Vitruvian Guar
Warlord
- Joined
- Sep 19, 2024
- Messages
- 153
Oh, I agree. Policy cards are worse then culture trees for a variety of reasons.If that was the design intent, the Civ 6 mechanic was a massive design failure. The policy cards trivialized the decision, because they could be swapped so frequently. It became "this is my highest priority for the next 2 turns, so I'll micro-manage my efficiency by swapping in this card for those 2 turns".
Civ 5's policy trees made for much more meaningful decisions, because you had to live with them the rest of the game. For many, that was too far in the other direction, especially given the struggle the dev team had in trying to balance the individual trees (something they never properly achieved).
The happy medium (for me) is policies that have a noticeable impact on the type of civilization you are building, which can only be changed gradually and infrequently, or with a significant cost (revolution). Ideally (again for me) those policies would have multi-faceted impacts, not just be +x% to this one specific thing, but I don't expect the current dev team to embrace that as they seem to prefer single effects. I'm hopeful, though, that they may at least cut down on the "you can change all policy cards every 1 to 3 turns" system of Civ 6.
But the point is that their badness goes in exactly the opposite way than the one @Noble Zarkon is talking about.
Previous system had small bonuses. New system got bigger bonuses.
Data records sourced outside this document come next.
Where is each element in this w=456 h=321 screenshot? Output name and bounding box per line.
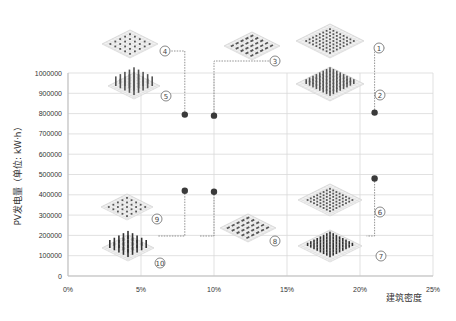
- annotation-number: 9: [155, 216, 159, 224]
- annotation-number: 8: [273, 238, 277, 246]
- annotation-number: 4: [163, 48, 168, 56]
- x-tick-label: 10%: [207, 286, 221, 293]
- annotation-number: 2: [378, 92, 382, 100]
- y-tick-labels: 0100000200000300000400000500000600000700…: [35, 70, 62, 280]
- x-tick-label: 20%: [353, 286, 367, 293]
- y-tick-label: 700000: [39, 130, 62, 137]
- y-tick-label: 900000: [39, 90, 62, 97]
- y-tick-label: 800000: [39, 110, 62, 117]
- leader-line: [200, 192, 214, 236]
- x-axis-title: 建筑密度: [386, 292, 422, 303]
- annotation-labels: 12345678910: [152, 43, 386, 268]
- leader-line: [171, 51, 185, 115]
- leader-line: [375, 48, 385, 113]
- y-tick-label: 600000: [39, 151, 62, 158]
- y-tick-label: 300000: [39, 212, 62, 219]
- layout-thumbnail-7: [298, 230, 362, 262]
- leader-line: [214, 61, 281, 116]
- x-tick-label: 0%: [63, 286, 73, 293]
- leader-lines: [158, 48, 385, 236]
- y-tick-label: 400000: [39, 191, 62, 198]
- annotation-number: 1: [377, 45, 381, 53]
- data-point: [211, 112, 217, 118]
- y-tick-label: 100000: [39, 252, 62, 259]
- layout-thumbnail-8: [220, 214, 276, 242]
- data-point: [371, 175, 377, 181]
- layout-thumbnail-4: [102, 30, 158, 58]
- y-tick-label: 0: [58, 273, 62, 280]
- data-points: [182, 109, 378, 195]
- x-tick-label: 5%: [136, 286, 146, 293]
- x-tick-label: 15%: [280, 286, 294, 293]
- layout-thumbnail-3: [224, 32, 280, 60]
- layout-thumbnail-6: [298, 184, 362, 216]
- annotation-number: 3: [273, 58, 277, 66]
- y-tick-label: 200000: [39, 232, 62, 239]
- data-point: [211, 189, 217, 195]
- x-tick-labels: 0%5%10%15%20%25%: [63, 286, 440, 293]
- data-point: [371, 109, 377, 115]
- layout-thumbnail-2: [296, 67, 364, 101]
- y-axis-title: PV发电量（单位: kW·h）: [12, 122, 23, 225]
- leader-line: [158, 191, 185, 236]
- x-tick-label: 25%: [426, 286, 440, 293]
- layout-thumbnail-5: [108, 67, 160, 99]
- layout-thumbnail-9: [101, 194, 153, 220]
- pv-chart: 0100000200000300000400000500000600000700…: [0, 0, 456, 321]
- data-point: [182, 111, 188, 117]
- annotation-number: 10: [156, 260, 165, 268]
- layout-thumbnail-1: [296, 24, 364, 58]
- y-tick-label: 1000000: [35, 70, 62, 77]
- annotation-number: 6: [378, 209, 383, 217]
- y-tick-label: 500000: [39, 171, 62, 178]
- leader-line: [367, 179, 375, 236]
- annotation-number: 7: [379, 253, 383, 261]
- annotation-number: 5: [164, 93, 168, 101]
- layout-thumbnails: [101, 24, 364, 262]
- data-point: [182, 188, 188, 194]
And yet this new system is worse, because there are other factors which determine whether the system works good or not and whether the player choice is meaningful and is at all a choice instead of just following mostly the same pattern in every game.
They are trying to somewhat fix the issue with the introduction of civ-specific culture trees and traditions, and we are not yet sure what is going on with the governments. But all this has nothing to do with how big or small the bonuses are.